Dutch Issue Ban On Cloning Technique 2 Female Calves, Born Feb. 17, Produced From Frozen Embryos

Jenifer Chao Associated Press

The Dutch government is outlawing a technique that produced two cloned calves, announcing the ban just as scientists were showing off the newborn animals.

The identical female calves, Holly and Belle, lay languidly in their sheds as photographers jostled for their first glimpse Friday, the day the Agriculture Ministry introduced the ban. The calves were born Feb. 17, apparently healthy, on a farm in the northern Netherlands.

The newborns, cream-colored with black patches, were produced in a joint experiment by Pharming, the country’s leading biotechnology company, and researchers from the University of Luik in Belgium.

Although U.S. scientists had already successfully cloned calves using the same nuclear transfer technique, Holly and Belle were front-page news here amid growing debate over cloning.

Pharming said its calf-cloning was different from that done elsewhere because the embryos were frozen before and after the cloning to allow more time for study.

But before Pharming could fully savor its success, the Dutch Agriculture Ministry decided to ban the nuclear transfer technique.

“The method has not been proved necessary.
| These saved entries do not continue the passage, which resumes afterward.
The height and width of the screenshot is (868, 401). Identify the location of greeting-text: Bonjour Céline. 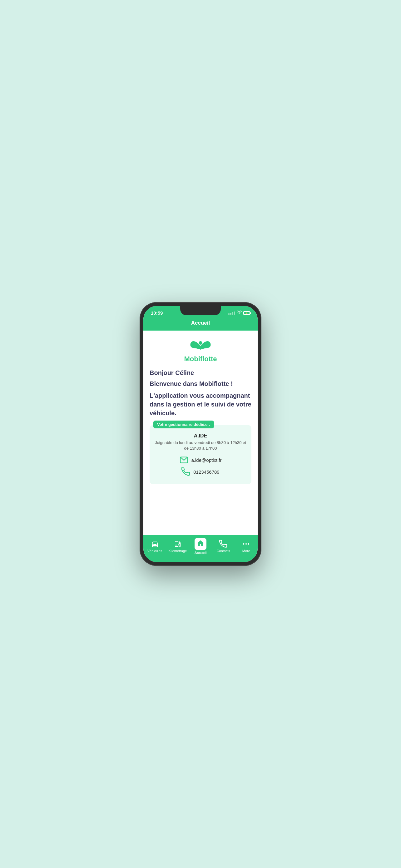
(201, 373).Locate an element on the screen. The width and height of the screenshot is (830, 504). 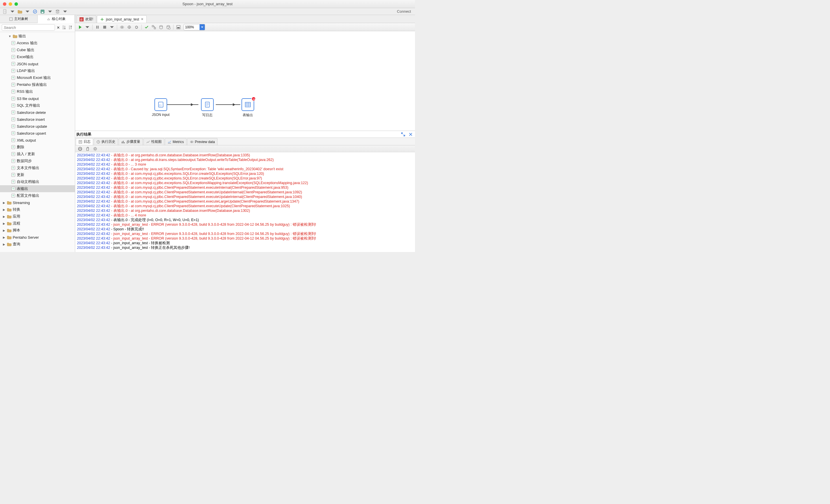
tab-welcome: 欢欢迎! is located at coordinates (86, 19).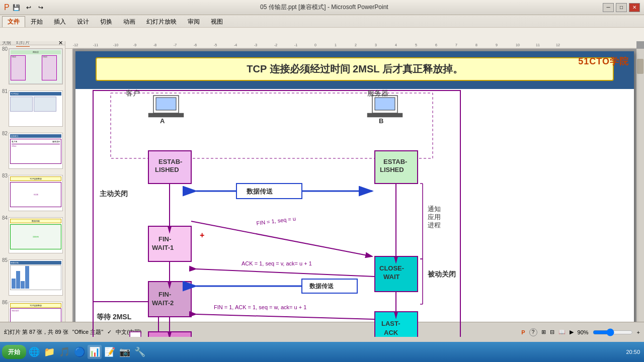 The height and width of the screenshot is (362, 644). What do you see at coordinates (434, 217) in the screenshot?
I see `svg-text: 应用` at bounding box center [434, 217].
There is no scientific purpose,” said ministry spokesman Paul van der Brug.

The ban won’t deter Pharming, which said it will continue its research through joint ventures with companies in the United States and Belgium.

“The knowledge we’ve gained doesn’t go away,” said Frank Pieper, Pharming’s vice-president of research and technology.
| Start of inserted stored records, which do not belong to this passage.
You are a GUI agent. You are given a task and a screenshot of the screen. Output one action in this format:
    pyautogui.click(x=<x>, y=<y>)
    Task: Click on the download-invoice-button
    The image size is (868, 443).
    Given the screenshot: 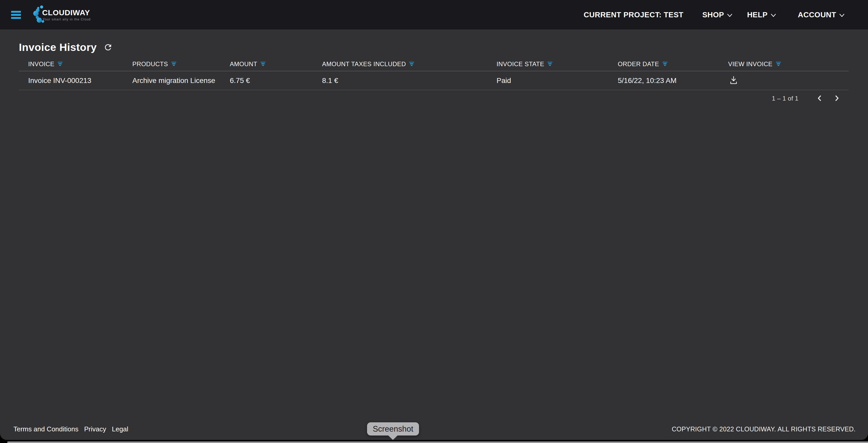 What is the action you would take?
    pyautogui.click(x=734, y=81)
    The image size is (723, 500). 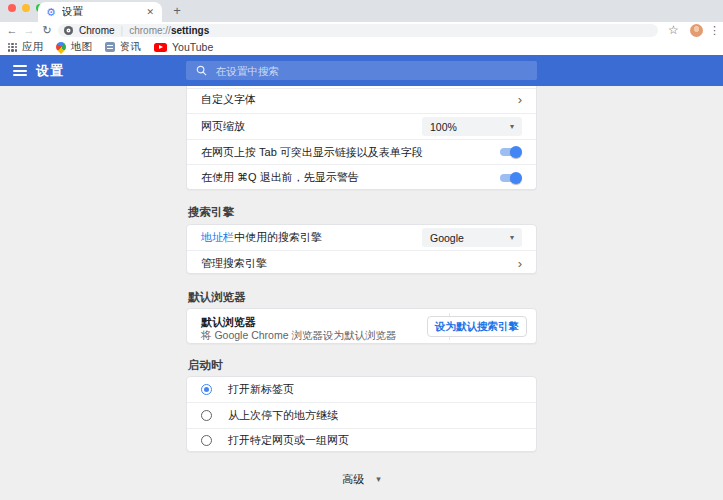 What do you see at coordinates (26, 47) in the screenshot?
I see `bookmark-apps: 应用` at bounding box center [26, 47].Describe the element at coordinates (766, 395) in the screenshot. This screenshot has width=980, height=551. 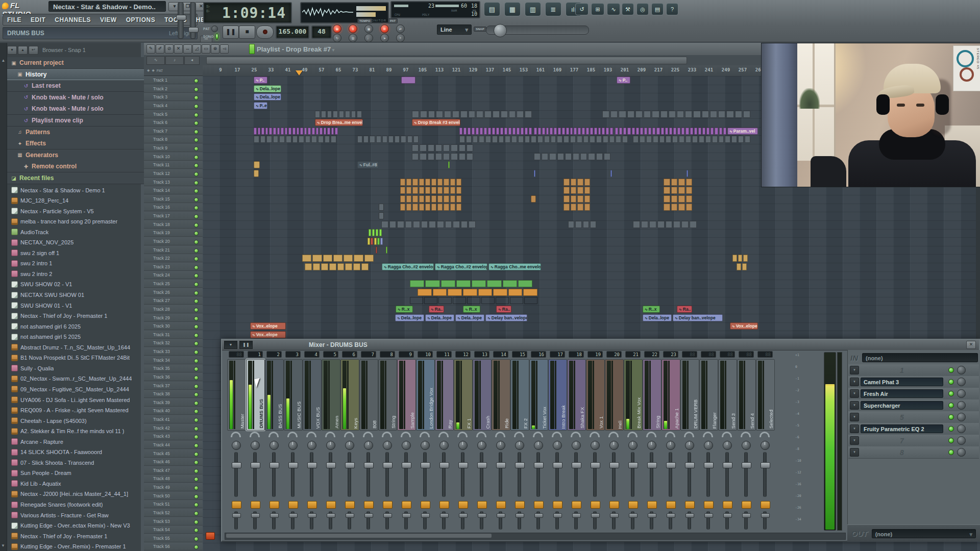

To create Holly and Belle, scientists first harvested fertilized and unfertilized eggs from cows at a slaughterhouse.

They then took a fertilized egg and injected its nucleus into an unfertilized egg. The researchers applied an electric shock to the newly fertilized egg, which caused it to make multiple copies of itself.

Two copied eggs, which contained identical genetic material to the fertilized egg, were then implanted into surrogate mothers for Holly and Belle, who were delivered by Caesarean section.

They have been moved to a laboratory farm in the western Dutch village of Polsbroek, where they will be raised.

Pharming produces therapeutic human proteins that are extracted from the milk of genetically engineered animals. The company says cloning will be a faster way to produce genetically modified livestock than its current method of injecting embryos.